Critque: Bottle King

April 28, 2010

Critique: Bottle King

I recently saw a link about a new building in Taiwan built primarily out of recycled plastic bottles. It has gotten wide press coverage and deserves more examination.

The project is a wonderful demonstration in the reuse and innovation of materials. Creating buildings out of recycled consumer goods is not new, but this project certainly takes best advantage of the positive attributes of its main material PET bottles. The design maximizes natural light giving and makes good use of the bottle form in creating a smart structure. The spaces created appear to be creative and open allowing for varied activities or display. The exterior is interesting with the bottles giving a pixellated façade and a delicate curvature. Overall the building is pleasing to the eye. Based on the media attention the project appears to be a great success.

Now here is where I have issue. What I don’t understand is the building used for? It was designed and built as a pavilion, so it appears to be purely for demonstration purposes, but the demonstration of what? In the news piece there is mention of its use as a gallery or trade show space, but is that really the highest and best use for this structure? If it really is intended to showcase recycling plastic bottles, why not build a recycling plant, or alternately create a school of environmental studies housed in a recycled building? A pavilion seems self-serving.

The project was a fantastically expensive experiment both in time and money. I question the investment of resources, time and talent into a folly. The project really appears to be an ode to the plastic bottle, not a commercial on why recycling is important.

To be clear, I haven’t been to the building (nor Taiwan at all for that matter) and I certainly hope that the project is a raving success. My concern is that while the press touts the green aspects of the project I cannot grasp how a building of this type is useful or for that matter replicable in our larger society. If it fails to be occupied for anything more but a few days a year I believe it is a waste. It is a beautiful sculptural form that deserves attention and study, but in the history of architecture or green design I expect it will be little more than a footnote.

It is certainly green, but is it Igloo?

This is the big difference between green design and igloo design. Building a green building that is not useful means that it is also not sustainable. If this project fails to be effective the work and energy required to take the building apart and reuse or recycle the land and materials is just as great as it was before. Igloo projects must be useful and when they are no longer useful they must be reinvented or ultimately melt away.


Prompt: Go line by line through the records below. Copy whichever lines contain the string "group".
■ ■ ■ ■
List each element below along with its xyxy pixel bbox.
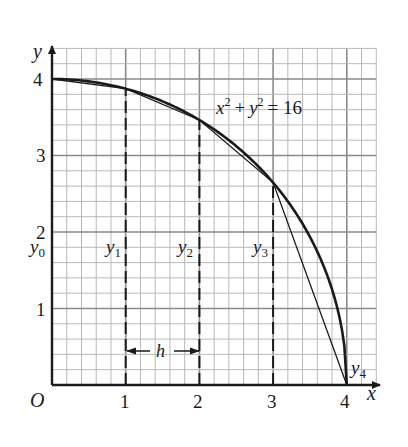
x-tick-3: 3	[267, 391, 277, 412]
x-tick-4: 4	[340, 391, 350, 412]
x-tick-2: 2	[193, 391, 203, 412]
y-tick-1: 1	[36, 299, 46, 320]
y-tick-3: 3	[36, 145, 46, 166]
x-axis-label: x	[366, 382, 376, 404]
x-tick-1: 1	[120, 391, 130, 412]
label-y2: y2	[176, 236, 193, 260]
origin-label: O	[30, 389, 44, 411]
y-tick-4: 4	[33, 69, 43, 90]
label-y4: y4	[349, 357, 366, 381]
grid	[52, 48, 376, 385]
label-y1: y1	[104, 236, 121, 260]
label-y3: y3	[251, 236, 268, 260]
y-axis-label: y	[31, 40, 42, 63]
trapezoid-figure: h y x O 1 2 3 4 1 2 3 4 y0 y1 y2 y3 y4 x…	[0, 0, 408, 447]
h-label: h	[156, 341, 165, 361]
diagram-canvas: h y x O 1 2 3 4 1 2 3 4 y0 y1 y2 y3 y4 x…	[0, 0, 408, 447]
■ ■ ■ ■
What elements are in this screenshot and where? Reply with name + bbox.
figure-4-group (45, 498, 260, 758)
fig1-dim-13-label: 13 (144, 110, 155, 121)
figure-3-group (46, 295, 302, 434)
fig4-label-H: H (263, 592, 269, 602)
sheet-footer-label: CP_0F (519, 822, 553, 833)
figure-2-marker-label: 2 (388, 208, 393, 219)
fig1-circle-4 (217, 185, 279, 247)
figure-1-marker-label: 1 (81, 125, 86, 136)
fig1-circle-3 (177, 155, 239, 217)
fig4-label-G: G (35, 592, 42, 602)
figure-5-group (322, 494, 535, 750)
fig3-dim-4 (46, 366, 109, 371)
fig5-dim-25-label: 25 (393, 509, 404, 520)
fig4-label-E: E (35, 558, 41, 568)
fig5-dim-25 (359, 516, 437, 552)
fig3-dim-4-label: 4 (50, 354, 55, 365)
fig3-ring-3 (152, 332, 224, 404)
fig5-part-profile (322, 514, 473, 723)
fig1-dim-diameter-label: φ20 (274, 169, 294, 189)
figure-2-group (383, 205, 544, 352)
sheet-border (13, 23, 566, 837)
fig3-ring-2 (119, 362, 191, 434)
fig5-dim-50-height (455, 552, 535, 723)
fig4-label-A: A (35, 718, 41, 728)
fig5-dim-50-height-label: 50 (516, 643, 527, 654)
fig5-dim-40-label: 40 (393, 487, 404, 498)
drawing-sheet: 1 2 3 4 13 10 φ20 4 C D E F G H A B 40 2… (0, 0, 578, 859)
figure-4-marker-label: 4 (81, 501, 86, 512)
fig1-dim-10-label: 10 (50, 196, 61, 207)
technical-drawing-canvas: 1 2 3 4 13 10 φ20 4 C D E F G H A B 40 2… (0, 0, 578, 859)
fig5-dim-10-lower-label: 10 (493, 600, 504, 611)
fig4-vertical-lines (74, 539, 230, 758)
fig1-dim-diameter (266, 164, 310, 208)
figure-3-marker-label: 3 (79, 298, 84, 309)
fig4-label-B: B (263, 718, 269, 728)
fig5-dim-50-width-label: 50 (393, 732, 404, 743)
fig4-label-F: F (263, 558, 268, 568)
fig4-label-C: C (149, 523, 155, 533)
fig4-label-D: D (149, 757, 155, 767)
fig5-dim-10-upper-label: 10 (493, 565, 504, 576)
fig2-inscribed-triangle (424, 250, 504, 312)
■ ■ ■ ■
Task answer:
figure-4-group (45, 498, 260, 758)
figure-3-group (46, 295, 302, 434)
figure-5-group (322, 494, 535, 750)
figure-2-group (383, 205, 544, 352)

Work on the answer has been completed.